News Release

Study Finds That Teaching Hospitals Outperform Others In Care for Common Illnesses

Peer-Reviewed Publication

Harvard Medical School

BOSTON December 1, 1998 - While well known as the main treatment centers for rare diseases, teaching hospitals have recently come under scrutiny for their value in treating more common disorders. Yet comparing care at teaching and nonteaching hospitals for congestive heart failure and pneumonia, the most common causes of hospitalization in the U.S., Harvard researchers found that teaching hospitals still generally provide a higher quality of care.

"We found evidence that in teaching hospitals, physicians do better with the history, physical exam, and diagnostic tests," says John Ayanian, assistant professor of medicine and of health care policy at Harvard Medical School (HMS) and Brigham and Women's Hospital (BWH). "However, there's also evidence that certain therapies are underutilized in teaching and nonteaching hospitals."

Ayanian and his colleagues report in the November/December Health Affairs that if teaching hospitals can maintain their quality of care while containing their costs, those institutions should continue to play a prominent role in providing care for common illnesses.

"People have accepted that teaching hospitals provide a high quality of care for rare diseases, but are less certain about their value in treating common diseases," says coauthor Arnold Epstein, professor and chair of health policy and management at Harvard School of Public Health and professor of medicine at HMS and BWH. "With costs running from 25 to 35 percent higher at teaching hospitals, the pressure's on to justify the expense."

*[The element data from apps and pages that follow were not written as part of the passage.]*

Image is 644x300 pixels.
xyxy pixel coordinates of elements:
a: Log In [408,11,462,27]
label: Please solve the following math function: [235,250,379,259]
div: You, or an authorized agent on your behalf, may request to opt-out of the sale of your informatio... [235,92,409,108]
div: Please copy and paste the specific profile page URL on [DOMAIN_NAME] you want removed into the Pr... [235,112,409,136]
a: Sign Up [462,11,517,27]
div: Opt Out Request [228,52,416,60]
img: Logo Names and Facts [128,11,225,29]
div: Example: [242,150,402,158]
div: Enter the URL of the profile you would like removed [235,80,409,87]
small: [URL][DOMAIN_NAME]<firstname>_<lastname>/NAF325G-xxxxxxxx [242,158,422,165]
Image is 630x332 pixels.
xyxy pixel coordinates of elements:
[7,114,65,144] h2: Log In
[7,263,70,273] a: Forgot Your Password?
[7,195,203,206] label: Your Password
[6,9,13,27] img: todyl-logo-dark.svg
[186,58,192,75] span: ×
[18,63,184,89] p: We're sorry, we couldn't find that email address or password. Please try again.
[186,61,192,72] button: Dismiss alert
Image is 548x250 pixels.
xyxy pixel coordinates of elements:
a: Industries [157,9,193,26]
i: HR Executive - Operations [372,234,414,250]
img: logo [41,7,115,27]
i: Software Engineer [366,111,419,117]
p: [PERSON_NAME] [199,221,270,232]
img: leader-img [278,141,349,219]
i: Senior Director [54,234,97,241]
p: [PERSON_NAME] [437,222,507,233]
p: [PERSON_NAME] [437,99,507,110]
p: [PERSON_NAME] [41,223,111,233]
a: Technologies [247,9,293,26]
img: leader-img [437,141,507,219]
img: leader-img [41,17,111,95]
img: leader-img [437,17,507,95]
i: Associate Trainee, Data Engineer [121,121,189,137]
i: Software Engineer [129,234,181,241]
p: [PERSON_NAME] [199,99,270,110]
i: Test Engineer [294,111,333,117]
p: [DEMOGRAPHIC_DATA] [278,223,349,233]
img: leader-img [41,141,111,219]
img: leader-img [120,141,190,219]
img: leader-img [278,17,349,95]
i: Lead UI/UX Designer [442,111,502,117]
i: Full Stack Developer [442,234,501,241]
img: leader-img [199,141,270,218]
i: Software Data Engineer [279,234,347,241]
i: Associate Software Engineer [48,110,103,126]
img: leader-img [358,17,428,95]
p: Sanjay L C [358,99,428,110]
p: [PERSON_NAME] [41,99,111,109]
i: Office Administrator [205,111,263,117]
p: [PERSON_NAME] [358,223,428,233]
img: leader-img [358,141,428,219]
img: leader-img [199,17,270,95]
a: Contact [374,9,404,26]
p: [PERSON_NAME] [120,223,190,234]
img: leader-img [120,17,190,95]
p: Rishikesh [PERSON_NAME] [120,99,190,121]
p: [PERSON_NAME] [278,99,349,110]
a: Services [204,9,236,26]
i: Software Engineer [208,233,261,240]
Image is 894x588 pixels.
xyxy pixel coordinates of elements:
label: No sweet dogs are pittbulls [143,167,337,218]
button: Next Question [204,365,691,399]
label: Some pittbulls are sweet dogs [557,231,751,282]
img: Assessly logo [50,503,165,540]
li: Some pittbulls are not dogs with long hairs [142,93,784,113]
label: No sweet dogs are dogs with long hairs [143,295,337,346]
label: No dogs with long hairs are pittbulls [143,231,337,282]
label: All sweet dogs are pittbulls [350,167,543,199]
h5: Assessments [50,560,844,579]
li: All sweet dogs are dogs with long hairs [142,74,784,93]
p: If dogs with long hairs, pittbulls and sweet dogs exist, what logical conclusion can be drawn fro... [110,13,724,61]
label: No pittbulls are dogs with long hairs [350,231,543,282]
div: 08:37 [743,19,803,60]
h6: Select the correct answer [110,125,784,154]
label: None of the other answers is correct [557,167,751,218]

The researchers examined the quality of care in teaching and nonteaching hospitals in four states, measuring both the specifics of patient treatment and the overall quality of care. They asked a group of experts to rate teaching and nonteaching hospitals, checking to see whether physicians took specific steps to treat 883 people with congestive heart failure and 884 with pneumonia. Forty-five percent of patients with congestive heart failure and 46 percent of those with pneumonia had been treated in teaching hospitals. In a second part of the study, a group of community physicians rated the overall quality of care. The data came from the charts of Medicare patients in Massachusetts, New York, Pennsylvania, and Illinois from September 1991 through August 1992.

In the first part of the study, the researchers found that physicians in teaching hospitals met basic standards such as lung exams and measurements of potassium and creatinine levels more regularly than did those in nonteaching hospitals.

However, the report notes that physicians at both kinds of hospitals failed to prescribe ACE inhibitors for half of the patients with congestive heart failure and were slow to administer antibiotics to pneumonia patients. "There's an important need for almost all hospitals to improve their use of effective therapies," says Ayanian.

In the second part of the study, the community physicians read the charts of the patients and rated their perception of the overall quality of care. They found that for both diseases, around 65 percent of patients in teaching hospitals received care rated as "good to excellent" while only about 35 percent of patients in nonteaching hospitals scored that high.

Part of the discrepancy in the quality of care may be due to teaching hospitals having both intern and resident physicians, which means that more physicians are available for each patient, says Ayanian.

Some of the value of teaching hospitals extends beyond the cost of patient care, says Epstein. "Important points are that teaching hospitals tend to care for underserved populations and to produce new knowledge."

Comparing the quality of treatment for the two common diseases adds another dimension to the current debate over the value of teaching hospitals within the changing national health care system, says Epstein, who hopes that this study will help guide policymakers.